Jan "04[Home]

Guest Editor's Preface

What We Have:  a Drift of White, a Wisp of Blue

by Martin Mitchell


[Poetry Feature]

. . . .

The writers I contacted for this collection were uniformly generous in their responses, earning (each one of them) my heartfelt gratitude.  Their themes are encouragingly varied.

Philip Miller's luminous terzanelle "What We Have" concludes:  "and what we want and have concur / and we end up where we always were."  But that poem is about so much more than home, or any other theme, the home in it a state of mind, a metaphor, perhaps, for all we have and might tend to consider safe or sacred.  Suzanne Parker's "Shelter," originally commissioned for a privately published mini-anthology titled Houses, might fit the same category.

Between water and water, in its final third Gardner McFall's "Like a Mantle, the Sea" gets marvelously distracted from life, through art, to sea.  Pointedly, though, but without self-indulgence, this poem, like Patrick Donnelly's "Fountain of Blood," is ultimately an author's self-exploration:  one way to characterize the type of poems that I look for.  Graham Duncan's "Homily" is worrying—in that word's every sense ("drink to the bitter lees / whatever's in your cup, / whether it's nearly / drained or running over").  Water appears in Eamon Grennan's evocative "Florence, Morning to Night," Gabrielle LeMay's Caribbean-rainbowed "Grenadian Gothic," and Peg Peoples's haunting "Up Late at a Dark Window."

Another topic that appeals to me is letters—words, language per se—writing that's about writing, just as, while a film critic, I used to be partial to movies about movies (Truffaut's Day for Night and Fellini's 8-1/2 being the best known and The Stunt Man and about half the oeuvre of Claude Lelouch, being the more interesting).  Writing is the topic of Rachel Hadas's startlingly precise and thorough "Black and White" (in which also online, one hopes, "the act of writing fights the drift of white") and of Andrea Hollander Budy's witty "First Books" ("afterwards," as after first sex, "the relief of having / the first time behind them / for the first time").  In its concern for words despite all else that goes on in it, Robert Wrigley's amazing "Parachute" might come under the same heading.

I've tried to include some, but not too many, formal poems; tried, I'd rather say, to present good poems without conscious regard for traditional technique or the lack of it.  One impressively successful formal poem—Lorna Blake's "Desert Island Disc"—is obviously sea-related, its vivid imagery keyed to the kinds of blue mentioned on album tracks.  (The title refers to a long-running BBC radio program on which celebrities choose their favorite records.)

Patricia Brody, Holly Posner and others provided keen ears for the way each of these poems sounds.  From the lyricism of Bertha Rogers's "Landscape in October" to the sprung rhyme of Clifford Browder's "Resolutions for a More Meaningful Existence," I hope you will listen to someone read them aloud, too, and so gain an appreciation of their full strength.

An essential element of the work herein, of course, is humor, of which Dick Allen's "Zenology" and Richard Frost's "Van Winkle Awakens to a New Style of Jazz" are just two outstanding examples.

I thank the contributors again, and the fine folk who monthly go to the love-laboring trouble of putting out this excellent litmag for letting the themes of this collection reveal themselves, not in advance, but in retrospect.


Martin Mitchell is editor of Rattapallax.  Previously he edited Pivot from 1983 to 1998. He was film critic for After Dark (1968-81) and for Downtown Manhattan (1981-85).  He is a contributor to Home Planet News, for which he has reviewed poetry books for almost twenty-five years.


ABOUT THIS EXERCISE –
Extract all lines in the data that contain the word "arrow".

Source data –
=-=-=-=-=
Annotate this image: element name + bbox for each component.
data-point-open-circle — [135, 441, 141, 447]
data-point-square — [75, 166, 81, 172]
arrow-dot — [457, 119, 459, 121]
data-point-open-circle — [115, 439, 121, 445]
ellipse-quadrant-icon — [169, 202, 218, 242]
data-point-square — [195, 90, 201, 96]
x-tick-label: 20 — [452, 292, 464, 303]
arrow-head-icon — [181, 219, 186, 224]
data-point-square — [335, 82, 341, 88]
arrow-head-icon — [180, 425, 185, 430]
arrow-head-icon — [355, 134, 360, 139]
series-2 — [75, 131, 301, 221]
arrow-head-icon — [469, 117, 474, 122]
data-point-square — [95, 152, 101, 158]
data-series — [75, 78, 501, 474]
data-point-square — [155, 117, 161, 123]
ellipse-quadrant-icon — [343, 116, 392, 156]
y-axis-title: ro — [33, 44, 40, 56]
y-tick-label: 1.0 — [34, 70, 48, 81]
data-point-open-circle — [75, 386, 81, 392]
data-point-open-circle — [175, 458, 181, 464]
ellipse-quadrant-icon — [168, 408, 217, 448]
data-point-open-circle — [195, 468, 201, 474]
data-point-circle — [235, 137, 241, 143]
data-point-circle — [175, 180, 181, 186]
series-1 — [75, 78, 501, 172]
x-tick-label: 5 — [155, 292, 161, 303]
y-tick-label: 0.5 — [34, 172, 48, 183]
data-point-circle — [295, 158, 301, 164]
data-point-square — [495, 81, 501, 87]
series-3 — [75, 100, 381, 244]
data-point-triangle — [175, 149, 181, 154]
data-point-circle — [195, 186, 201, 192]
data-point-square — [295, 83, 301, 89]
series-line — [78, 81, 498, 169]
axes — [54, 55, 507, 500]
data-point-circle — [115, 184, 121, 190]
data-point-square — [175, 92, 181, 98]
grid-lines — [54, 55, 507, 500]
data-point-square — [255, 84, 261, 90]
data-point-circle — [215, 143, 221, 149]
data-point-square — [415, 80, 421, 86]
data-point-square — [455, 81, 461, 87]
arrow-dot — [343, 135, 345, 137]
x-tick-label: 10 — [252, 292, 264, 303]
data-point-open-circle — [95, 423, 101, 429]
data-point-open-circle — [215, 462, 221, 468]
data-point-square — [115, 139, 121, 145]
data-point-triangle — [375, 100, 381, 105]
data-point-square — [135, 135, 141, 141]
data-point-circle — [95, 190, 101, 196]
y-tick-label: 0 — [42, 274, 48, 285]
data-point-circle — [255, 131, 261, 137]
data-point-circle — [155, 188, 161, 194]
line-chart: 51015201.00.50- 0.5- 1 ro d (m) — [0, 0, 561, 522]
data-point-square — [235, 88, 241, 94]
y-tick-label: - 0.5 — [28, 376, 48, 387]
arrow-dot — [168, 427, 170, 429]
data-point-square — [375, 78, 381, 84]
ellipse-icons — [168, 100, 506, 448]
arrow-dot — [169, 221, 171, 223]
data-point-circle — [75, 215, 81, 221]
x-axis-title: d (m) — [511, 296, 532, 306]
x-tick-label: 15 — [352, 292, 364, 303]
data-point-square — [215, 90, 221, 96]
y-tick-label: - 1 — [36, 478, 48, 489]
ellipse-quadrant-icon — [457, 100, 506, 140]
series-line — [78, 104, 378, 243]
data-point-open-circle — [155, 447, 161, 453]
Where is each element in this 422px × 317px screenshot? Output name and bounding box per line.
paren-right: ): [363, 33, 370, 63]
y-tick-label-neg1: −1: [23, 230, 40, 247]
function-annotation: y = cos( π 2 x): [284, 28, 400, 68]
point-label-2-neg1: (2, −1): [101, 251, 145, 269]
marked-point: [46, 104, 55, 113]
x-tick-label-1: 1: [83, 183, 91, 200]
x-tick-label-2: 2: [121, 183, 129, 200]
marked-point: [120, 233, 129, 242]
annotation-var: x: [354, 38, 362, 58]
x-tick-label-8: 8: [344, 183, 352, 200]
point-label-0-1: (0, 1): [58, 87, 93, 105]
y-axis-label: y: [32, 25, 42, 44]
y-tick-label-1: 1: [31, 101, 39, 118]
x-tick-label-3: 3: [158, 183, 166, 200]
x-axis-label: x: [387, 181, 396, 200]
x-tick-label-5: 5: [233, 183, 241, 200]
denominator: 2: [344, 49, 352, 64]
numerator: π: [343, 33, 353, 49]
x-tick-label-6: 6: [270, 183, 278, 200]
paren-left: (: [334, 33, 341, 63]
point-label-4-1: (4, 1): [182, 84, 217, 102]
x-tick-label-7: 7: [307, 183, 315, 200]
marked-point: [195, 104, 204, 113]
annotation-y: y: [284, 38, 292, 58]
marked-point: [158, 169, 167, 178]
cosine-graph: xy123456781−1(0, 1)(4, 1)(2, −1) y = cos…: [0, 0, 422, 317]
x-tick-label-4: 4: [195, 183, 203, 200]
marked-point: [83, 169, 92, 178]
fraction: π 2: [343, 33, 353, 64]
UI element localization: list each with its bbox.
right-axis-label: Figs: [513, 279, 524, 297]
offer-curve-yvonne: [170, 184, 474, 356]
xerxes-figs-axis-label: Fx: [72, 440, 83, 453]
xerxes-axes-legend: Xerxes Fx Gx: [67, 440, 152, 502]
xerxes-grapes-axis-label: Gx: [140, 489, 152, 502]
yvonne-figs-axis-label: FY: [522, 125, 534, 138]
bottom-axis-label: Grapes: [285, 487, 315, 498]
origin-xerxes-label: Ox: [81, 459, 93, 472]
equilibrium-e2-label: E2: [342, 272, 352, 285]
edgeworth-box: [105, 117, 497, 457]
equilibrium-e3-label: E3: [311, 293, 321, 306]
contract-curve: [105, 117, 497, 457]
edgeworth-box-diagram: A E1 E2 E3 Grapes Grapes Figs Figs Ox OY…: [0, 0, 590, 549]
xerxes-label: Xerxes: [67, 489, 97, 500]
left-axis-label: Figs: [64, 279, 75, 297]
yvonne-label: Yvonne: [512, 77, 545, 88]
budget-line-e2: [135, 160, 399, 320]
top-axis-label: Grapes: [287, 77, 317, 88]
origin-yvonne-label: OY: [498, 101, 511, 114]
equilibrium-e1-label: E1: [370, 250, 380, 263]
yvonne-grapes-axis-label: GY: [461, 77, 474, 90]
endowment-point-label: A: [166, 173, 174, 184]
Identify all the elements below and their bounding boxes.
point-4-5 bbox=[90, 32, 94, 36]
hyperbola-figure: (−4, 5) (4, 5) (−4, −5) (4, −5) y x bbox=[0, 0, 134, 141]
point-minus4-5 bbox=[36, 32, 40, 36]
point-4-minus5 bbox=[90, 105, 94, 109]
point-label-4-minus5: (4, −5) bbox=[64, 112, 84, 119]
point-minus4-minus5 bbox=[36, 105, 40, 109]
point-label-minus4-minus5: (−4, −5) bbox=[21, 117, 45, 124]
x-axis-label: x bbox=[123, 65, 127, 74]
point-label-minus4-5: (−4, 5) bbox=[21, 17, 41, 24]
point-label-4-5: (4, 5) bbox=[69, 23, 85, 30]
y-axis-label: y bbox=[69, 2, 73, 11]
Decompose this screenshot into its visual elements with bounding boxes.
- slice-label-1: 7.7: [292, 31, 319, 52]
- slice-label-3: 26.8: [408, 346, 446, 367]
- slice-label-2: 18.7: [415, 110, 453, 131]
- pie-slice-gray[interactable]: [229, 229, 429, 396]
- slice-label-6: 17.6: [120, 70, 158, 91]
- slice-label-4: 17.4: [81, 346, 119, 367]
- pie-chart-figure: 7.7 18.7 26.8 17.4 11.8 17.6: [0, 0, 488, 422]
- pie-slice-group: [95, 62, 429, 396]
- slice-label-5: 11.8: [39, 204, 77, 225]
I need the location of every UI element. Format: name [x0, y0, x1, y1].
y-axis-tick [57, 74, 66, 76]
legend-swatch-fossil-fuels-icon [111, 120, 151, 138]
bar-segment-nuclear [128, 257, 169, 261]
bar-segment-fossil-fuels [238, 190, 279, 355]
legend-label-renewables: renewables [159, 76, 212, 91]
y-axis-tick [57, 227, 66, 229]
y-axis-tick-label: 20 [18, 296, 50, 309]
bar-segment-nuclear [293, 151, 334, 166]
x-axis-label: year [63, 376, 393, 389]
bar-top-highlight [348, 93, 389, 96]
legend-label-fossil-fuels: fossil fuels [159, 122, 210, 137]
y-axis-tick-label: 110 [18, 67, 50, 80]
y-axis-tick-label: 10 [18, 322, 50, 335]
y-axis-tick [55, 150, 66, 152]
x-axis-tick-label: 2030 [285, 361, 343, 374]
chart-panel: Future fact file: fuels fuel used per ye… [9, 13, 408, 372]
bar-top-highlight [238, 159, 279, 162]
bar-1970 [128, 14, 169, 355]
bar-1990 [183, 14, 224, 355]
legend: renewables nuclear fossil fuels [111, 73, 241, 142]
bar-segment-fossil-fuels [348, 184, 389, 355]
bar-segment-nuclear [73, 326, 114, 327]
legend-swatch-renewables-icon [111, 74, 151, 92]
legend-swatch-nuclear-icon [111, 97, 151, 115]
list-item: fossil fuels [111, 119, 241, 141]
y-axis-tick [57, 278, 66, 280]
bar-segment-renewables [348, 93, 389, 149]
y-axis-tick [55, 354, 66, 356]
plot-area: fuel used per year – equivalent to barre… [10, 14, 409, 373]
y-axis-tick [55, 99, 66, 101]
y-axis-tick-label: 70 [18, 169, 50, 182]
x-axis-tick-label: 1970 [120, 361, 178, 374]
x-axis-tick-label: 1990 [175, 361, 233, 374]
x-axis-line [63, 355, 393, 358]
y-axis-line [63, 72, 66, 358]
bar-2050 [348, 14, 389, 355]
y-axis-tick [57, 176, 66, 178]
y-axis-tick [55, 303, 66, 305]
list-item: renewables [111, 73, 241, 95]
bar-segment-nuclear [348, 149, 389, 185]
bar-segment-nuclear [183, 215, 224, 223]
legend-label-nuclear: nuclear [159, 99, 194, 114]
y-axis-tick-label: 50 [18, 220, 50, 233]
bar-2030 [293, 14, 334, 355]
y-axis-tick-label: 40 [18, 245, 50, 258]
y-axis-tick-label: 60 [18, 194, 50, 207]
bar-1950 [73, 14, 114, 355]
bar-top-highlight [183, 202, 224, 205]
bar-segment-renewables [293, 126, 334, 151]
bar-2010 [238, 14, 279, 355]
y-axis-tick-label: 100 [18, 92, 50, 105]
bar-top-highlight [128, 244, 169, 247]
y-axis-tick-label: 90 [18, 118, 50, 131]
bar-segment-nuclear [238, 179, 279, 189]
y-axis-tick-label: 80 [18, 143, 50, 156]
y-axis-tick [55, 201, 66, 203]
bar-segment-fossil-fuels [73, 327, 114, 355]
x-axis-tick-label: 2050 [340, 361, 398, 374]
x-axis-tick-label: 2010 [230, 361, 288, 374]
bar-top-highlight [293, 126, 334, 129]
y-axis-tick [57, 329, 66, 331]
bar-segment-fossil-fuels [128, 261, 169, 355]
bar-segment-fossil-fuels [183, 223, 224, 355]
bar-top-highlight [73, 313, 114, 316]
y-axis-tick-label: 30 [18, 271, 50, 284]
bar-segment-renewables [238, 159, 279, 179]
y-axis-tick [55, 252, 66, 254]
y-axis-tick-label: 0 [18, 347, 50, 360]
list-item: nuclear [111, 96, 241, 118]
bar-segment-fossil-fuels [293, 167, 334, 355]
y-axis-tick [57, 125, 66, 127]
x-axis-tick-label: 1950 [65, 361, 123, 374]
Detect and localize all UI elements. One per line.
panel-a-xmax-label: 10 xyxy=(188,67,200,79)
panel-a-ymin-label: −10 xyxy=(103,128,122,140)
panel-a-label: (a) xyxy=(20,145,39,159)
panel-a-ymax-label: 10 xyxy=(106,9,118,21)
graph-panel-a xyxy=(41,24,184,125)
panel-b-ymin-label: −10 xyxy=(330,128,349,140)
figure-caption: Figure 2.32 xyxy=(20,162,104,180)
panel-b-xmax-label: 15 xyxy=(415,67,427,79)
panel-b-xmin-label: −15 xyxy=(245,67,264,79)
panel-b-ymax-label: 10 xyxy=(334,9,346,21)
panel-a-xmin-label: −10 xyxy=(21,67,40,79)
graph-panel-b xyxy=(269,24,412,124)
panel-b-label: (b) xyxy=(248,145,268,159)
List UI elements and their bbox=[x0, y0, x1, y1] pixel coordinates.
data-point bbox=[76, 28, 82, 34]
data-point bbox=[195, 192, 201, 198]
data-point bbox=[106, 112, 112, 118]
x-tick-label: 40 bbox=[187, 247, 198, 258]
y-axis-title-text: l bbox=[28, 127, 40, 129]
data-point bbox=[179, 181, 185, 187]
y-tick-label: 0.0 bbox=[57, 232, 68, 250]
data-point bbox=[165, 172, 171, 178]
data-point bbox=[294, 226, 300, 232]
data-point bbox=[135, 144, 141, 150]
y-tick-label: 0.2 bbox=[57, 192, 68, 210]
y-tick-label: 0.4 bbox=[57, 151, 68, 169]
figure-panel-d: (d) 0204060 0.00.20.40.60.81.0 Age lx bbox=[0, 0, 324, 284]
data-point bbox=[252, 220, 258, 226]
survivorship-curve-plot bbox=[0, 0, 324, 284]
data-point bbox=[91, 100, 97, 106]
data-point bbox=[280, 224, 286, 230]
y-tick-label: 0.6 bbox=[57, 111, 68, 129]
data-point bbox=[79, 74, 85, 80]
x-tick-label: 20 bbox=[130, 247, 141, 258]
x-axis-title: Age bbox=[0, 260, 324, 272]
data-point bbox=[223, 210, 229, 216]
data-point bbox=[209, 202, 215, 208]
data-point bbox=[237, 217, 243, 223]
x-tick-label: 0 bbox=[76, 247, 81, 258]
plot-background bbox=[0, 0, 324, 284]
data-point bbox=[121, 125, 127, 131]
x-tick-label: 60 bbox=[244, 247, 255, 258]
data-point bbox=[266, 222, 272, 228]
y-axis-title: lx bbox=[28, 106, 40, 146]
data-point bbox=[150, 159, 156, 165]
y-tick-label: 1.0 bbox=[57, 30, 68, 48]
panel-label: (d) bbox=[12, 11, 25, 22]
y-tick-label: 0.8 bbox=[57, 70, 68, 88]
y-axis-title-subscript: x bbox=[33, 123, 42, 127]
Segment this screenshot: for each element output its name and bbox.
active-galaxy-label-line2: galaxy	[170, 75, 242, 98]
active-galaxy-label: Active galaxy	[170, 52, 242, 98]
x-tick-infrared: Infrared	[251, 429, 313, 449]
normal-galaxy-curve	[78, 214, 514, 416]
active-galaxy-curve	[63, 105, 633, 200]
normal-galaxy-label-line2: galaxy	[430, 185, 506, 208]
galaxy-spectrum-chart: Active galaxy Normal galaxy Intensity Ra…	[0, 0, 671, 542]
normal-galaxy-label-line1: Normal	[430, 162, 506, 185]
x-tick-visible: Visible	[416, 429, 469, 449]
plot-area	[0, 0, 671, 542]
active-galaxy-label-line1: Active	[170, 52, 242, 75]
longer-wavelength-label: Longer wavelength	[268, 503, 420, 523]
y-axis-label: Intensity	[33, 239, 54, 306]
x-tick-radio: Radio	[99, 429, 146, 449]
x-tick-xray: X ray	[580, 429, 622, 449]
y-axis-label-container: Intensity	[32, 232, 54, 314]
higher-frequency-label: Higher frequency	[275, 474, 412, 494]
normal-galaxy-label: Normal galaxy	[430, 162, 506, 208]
=-=-=-=-=
TASK RESPONSE –
arrow-dot — [457, 119, 459, 121]
arrow-head-icon — [181, 219, 186, 224]
arrow-head-icon — [180, 425, 185, 430]
arrow-head-icon — [355, 134, 360, 139]
arrow-head-icon — [469, 117, 474, 122]
arrow-dot — [343, 135, 345, 137]
arrow-dot — [168, 427, 170, 429]
arrow-dot — [169, 221, 171, 223]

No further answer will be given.